Two lawsuits from former Metropolitan Police Department officers accusing the department of suppressing violent crime numbers are getting another look during the political rumpus over President Trump’s deployment of troops to fight crime in the District of Columbia.
The Justice Department opened an investigation into the suspected manipulation of crime statistics by police brass to make the city appear less dangerous. The investigation also revived interest in the lawsuits from former officers who said they witnessed the malfeasance up close.
The lawsuits challenge the argument of the D.C. political class and congressional Democrats that violence is at a 30-year low in the city. In one lawsuit, an officer said the department downgraded violent crimes to lesser offenses. In the other, an officer said police leaders classified some homicides as accidental deaths.
The officers’ lawsuits bolster Mr. Trump’s claim that crime is out of control in the nation’s capital as he exercises federal power to help police in the city. However, a judge blocked a full takeover of the police department.
The 2020 lawsuit filed by former Sgt. Charlotte Djossou said police leaders regularly downgraded violent offenses in official reports because “districts compete against each other to get the largest reduction in the crime statistics.”
One example in her lawsuit, which was settled this month, said the case of a woman who sustained a deep cut to her face by an unknown object in 2019 was reported as “assault with a dangerous weapon” at the scene. Ms. Djossou said a police captain later changed the case to “sick person to the hospital.”
The lawsuit told of another woman who dodged a knife thrown at her during a domestic assault in 2019. The filing said Ms. Djossou thought an assault with a dangerous weapon offense was warranted, instead of the misdemeanor simple assault offense that was ultimately charged.
“I feel like they’re downgrading classifications,” Ms. Djossou told her captain, according to a police transcript of their phone call viewed by the Washington Free Beacon, which first reported on the lawsuits. “[The assailant] strangled [the victim], he ended up throwing her over the couch. She had scratches on her neck, her shirt was ripped, and then he threw a knife in her direction close to her head, she moved out of the way.”
The captain disagreed and said the knife missed the woman. He said he didn’t see any need to change the classification.
The former officer said police leaders would also classify shoplifting as “taking property without right” so they could leave it off crime reports.
The other lawsuit, filed in 2021 by former Sgt. Carlos Bundy, said the department “purposely misled the public about the homicide rates in the District of Columbia” by labeling unnatural deaths as accidental.
One of the allegedly accidental deaths cited in his court filing was a man hit in the head with a brick in 2019. Police stuck with the “accidental” death classification even though a video connected a suspect to the crime and the official autopsy called it a homicide.

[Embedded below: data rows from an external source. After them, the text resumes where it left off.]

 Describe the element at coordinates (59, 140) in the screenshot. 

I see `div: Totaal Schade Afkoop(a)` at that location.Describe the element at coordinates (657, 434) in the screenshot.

Other incidents cited in the lawsuit include a man allegedly beaten to death in 2020, but the cause of death was later classified as “undetermined,” and a woman who appeared to be strangled in 2021, but police officials said she died of “unknown causes.” Mr. Bundy said autopsy reports treated both deaths as homicides.
Perhaps the most egregious example was a deadly 2021 shooting in Northwest that was captured on camera. Mr. Bundy said police officials closed the investigation the same day it was reported because they determined the killing was justifiable. He argued that the case was closed to keep the killing off the books.
“In sum, an individual was shot in broad daylight, the homicide was recorded, and MPD chose not to investigate the matter, putting the people of Washington, D.C. at risk,” the lawsuit said.
Mr. Bundy’s lawsuit is scheduled to go to mediation next year.
On Wednesday, Mayor Muriel Bowser, a Democrat, said her administration would cooperate with the Justice Department’s investigation into the Metropolitan Police Department’s crime reporting procedures, although she added that she believes the president’s reasons for his federal actions are subjective.
“We know that crime has gone down in our city, and it has gone down precipitously over the last two years because of the hard work changes to our public safety ecosystem, including changes to the law,” Ms. Bowser said at an unrelated press event. “We know that those facts don’t comport to what some people are saying, but those are the facts. So any questions about data from the DOJ, we will happily answer.”
The mayor and the D.C. Council, which consists almost entirely of Democrats, said they helped shepherd the District past the generational spike in killings, carjackings and muggings that ripped through the city in 2023.
Mr. Trump said the city still has some of the highest homicide and car theft rates in the nation. Those statistics were mentioned when Mr. Trump announced the surge of federal agents onto D.C. streets and the deployment of National Guard troops from the District and six Republican-led states.
In the nearly 10 days since Mr. Trump declared the crime emergency, close to 1,800 National Guard troops have begun patrolling the District. Federal authorities have racked up more than 550 arrests, including for homicide, robbery, illegal guns and drug offenses.
Mr. Trump wants Congress to allow him to extend the emergency beyond the 30-day limit, but the chances of doing so are slim because it would require the support of some Democratic lawmakers.